Description
497 pages
- “This a profound and profoundly important book, one of the most compelling in the history of modern Mormonism. . . . If I had the power, I would make And There Was No Poor Among Them required reading of every local, regional, and general leader of the Church.” — Robert A. Rees, co-founder and vice-president of the Bountiful Children’s Foundation
- “Innovative, forceful, and thoughtful. . . . This book reveals that the richness of the gospel lies not merely in piling up treasures in heaven, but in working with God to liberate the world.” — Margaret Olsen Hemming, co-author of The Book of Mormon For the Least of These
- “Persuasively argues that the Latter-day Restoration is also a call to return us to the societal salvation exemplified in the Hebrew Bible and Christ’s ministry. . . . This is an invaluable resource for improving and directing our Christian ministry in the world today.” — David B. Ostler, author of Bridges: Ministering to Those Who Question
- “In And There Was No Poor Among Them, prophetic imagination is integrated and redefined with insights that explicate the meaning of building the kingdom of God on earth, here and now. . . . This is a great book.” — Warner Woodworth, author of Radiant Mormonism: Using Our Faith in Christ to Power World-changing Service
- “What if the Restoration was a divinely offered response to the very injustices that have spurred liberation theology? It’s a good question, and Ward gives some provocative answers to it.” — Joseph M. Spencer, author of For Zion: A Mormon Theology of Hope
While The Church of Jesus Christ of Latter-day Saints has expanded many fundamental Christian doctrines, salvation is still understood as pertaining exclusively to the next life. How should we understand salvation and what does the timing of the Restoration reveal about God’s vision of salvation for a suffering world?
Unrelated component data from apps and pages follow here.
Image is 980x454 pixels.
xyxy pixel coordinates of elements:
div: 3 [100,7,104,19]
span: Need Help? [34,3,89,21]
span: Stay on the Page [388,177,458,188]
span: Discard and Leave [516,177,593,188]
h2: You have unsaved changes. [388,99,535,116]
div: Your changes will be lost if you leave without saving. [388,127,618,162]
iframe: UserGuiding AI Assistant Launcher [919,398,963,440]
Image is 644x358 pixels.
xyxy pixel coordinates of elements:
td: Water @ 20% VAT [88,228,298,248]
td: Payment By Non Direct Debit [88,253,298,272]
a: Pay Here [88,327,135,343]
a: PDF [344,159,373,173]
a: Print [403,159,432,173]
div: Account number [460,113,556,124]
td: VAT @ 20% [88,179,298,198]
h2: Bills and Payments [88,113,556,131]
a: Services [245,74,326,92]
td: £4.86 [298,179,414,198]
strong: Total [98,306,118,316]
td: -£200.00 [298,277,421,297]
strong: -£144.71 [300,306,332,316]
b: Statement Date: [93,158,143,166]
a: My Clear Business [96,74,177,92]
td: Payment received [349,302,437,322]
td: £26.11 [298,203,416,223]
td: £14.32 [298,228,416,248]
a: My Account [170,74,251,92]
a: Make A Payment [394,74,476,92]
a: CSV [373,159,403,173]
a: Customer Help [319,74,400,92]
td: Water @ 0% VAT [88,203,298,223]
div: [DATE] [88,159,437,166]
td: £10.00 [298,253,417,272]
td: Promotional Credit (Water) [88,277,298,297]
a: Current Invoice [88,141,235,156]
To answer these questions, author Ryan Ward traces the theological evolution of salvation from the liberation of Israel from oppression to the Western Christian development of salvation as an individualistic, transactional atonement. This evolution corresponded with the shift of Christianity from a covenant community to an official state religion aligned with imperial power structures. Ward also explores the economic and social movements in the centuries leading up to the Industrial Revolution, which solidified the power of propertied elites at the expense of the poor, plundered entire continents, and killed millions.
Synthesizing these theological and historical threads, And There Was No Poor Among Them: Liberation, Salvation, and the Meaning of the Restoration asserts that the Restoration is God’s explicit rejection of social and economic systems and ideologies that have led to the globalization of misery. Instead, Ward shows how the Restoration and the gospel of Christ is an invitation to a participatory salvation realized in Zion communities where “there are no poor among us.”